Doctors sound alarm as deadly tick-borne virus re-emerges in China, kills 7 so far
As if Covid-19 wasn’t enough, Chinese doctors are warning that the country’s population is threatened by yet another virus. The infection is passed by tick bites, but could also be transmitted between humans, experts say.
The SFTS virus has already infected around 60 people this year in China’s eastern Jiangsu and Anhui Provinces, and seven of them have died.
Symptoms of the potentially deadly infection include fever, cough, fatigue, nausea, and vomiting, as well as a decline in white blood cells.
SFTS isn’t exactly new, as the first cases of the tick-borne disease were reported in rural parts of the Hubei and Henan provinces back in 2009, and Chinese virologists isolated its pathogen in 2011.
The current case fatality rate of the re-emerging disease is between approximately 16 and 30 percent, according to the China Information System for Disease Control and Prevention.
While the infection is primarily transmitted through tick bites, transition between humans cannot be excluded, Sheng Jifang, a doctor from a hospital under Zhejiang University, told the Global Times, explaining that it could be passed through blood or mucous.
A 2015 outbreak of the same virus in Japan and South Korea had a mortality rate of more than 30 percent in both countries. The virus is known to be particularly harmful for older or immunocompromised people.
The doctors also warn that tick bites are a major transmission route not only for SFTS, but other infections as well. They say there is no reason to panic, however, if people exercise caution.
In 2018, the World Health Organization included SFTS on its list of the diseases prioritized for research together with the likes of Ebola, SARS and Zika. Those viruses were singled out due to their high potential to cause a public health emergency and lack of efficacious drugs or vaccines against them.
In December, China’s Wuhan became the epicenter of the coronavirus outbreak, with the disease quickly spreading around the globe, infecting 19 million and killing more than 719,000.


- Work request
In the records, each line holding "overdue" must be reported.

- Task inputs

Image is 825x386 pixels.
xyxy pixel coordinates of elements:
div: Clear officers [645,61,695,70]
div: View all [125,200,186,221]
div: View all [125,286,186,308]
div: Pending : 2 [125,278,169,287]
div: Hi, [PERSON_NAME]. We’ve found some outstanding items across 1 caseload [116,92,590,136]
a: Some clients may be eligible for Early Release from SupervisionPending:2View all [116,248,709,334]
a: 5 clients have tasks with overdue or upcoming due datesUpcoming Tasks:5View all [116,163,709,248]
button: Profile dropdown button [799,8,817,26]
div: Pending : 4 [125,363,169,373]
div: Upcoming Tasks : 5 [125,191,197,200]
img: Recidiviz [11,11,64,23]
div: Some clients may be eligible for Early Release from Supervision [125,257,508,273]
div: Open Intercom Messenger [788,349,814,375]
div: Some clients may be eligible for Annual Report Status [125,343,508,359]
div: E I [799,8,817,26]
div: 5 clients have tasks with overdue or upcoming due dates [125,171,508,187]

--

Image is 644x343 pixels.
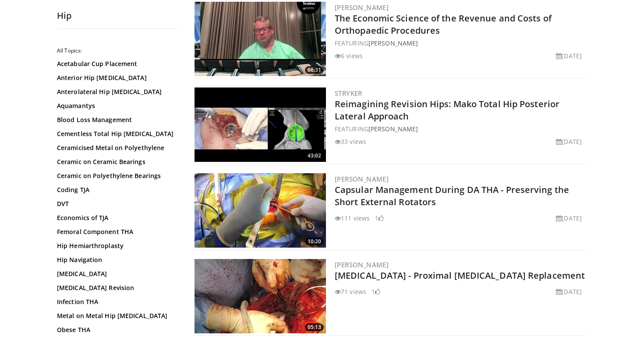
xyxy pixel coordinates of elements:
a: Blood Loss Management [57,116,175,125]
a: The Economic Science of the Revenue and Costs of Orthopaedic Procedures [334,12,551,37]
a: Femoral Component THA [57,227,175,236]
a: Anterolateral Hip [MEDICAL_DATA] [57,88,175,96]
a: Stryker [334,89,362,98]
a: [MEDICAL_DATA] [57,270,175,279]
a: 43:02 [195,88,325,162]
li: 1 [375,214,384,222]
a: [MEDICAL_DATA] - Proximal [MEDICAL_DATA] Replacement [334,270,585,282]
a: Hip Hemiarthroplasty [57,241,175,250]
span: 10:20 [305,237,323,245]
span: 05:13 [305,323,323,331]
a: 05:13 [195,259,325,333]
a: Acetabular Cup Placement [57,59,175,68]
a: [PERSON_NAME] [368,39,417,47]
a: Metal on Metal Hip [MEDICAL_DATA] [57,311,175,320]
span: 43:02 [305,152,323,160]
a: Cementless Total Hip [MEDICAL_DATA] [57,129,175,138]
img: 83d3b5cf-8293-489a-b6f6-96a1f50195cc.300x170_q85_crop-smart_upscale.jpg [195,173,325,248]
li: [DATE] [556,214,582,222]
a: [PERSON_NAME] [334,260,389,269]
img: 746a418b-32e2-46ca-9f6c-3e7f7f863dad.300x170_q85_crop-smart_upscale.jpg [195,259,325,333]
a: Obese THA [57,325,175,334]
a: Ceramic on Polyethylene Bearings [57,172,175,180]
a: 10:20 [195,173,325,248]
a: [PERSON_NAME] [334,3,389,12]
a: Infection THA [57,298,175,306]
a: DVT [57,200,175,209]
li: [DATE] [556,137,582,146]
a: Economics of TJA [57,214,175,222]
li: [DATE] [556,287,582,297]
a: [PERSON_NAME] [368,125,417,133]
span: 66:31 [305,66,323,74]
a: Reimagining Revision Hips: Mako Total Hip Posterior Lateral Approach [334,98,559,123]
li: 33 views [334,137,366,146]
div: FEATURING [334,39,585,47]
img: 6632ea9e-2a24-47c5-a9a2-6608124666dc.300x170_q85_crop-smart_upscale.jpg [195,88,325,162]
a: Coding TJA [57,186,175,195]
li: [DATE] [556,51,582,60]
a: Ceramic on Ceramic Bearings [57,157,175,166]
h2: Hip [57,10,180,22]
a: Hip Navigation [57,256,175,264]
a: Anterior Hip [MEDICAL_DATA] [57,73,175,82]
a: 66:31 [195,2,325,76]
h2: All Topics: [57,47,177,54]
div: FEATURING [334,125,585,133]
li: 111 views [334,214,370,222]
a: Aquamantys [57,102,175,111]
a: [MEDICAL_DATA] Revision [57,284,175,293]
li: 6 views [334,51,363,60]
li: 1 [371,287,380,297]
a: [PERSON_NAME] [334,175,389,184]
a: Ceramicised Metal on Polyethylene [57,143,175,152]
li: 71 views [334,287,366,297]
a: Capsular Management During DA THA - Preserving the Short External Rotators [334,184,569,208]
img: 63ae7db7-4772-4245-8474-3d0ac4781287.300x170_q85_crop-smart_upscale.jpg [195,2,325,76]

- Response for this exercise
a: 5 clients have tasks with overdue or upcoming due datesUpcoming Tasks:5View all [116,163,709,248]
div: 5 clients have tasks with overdue or upcoming due dates [125,171,508,187]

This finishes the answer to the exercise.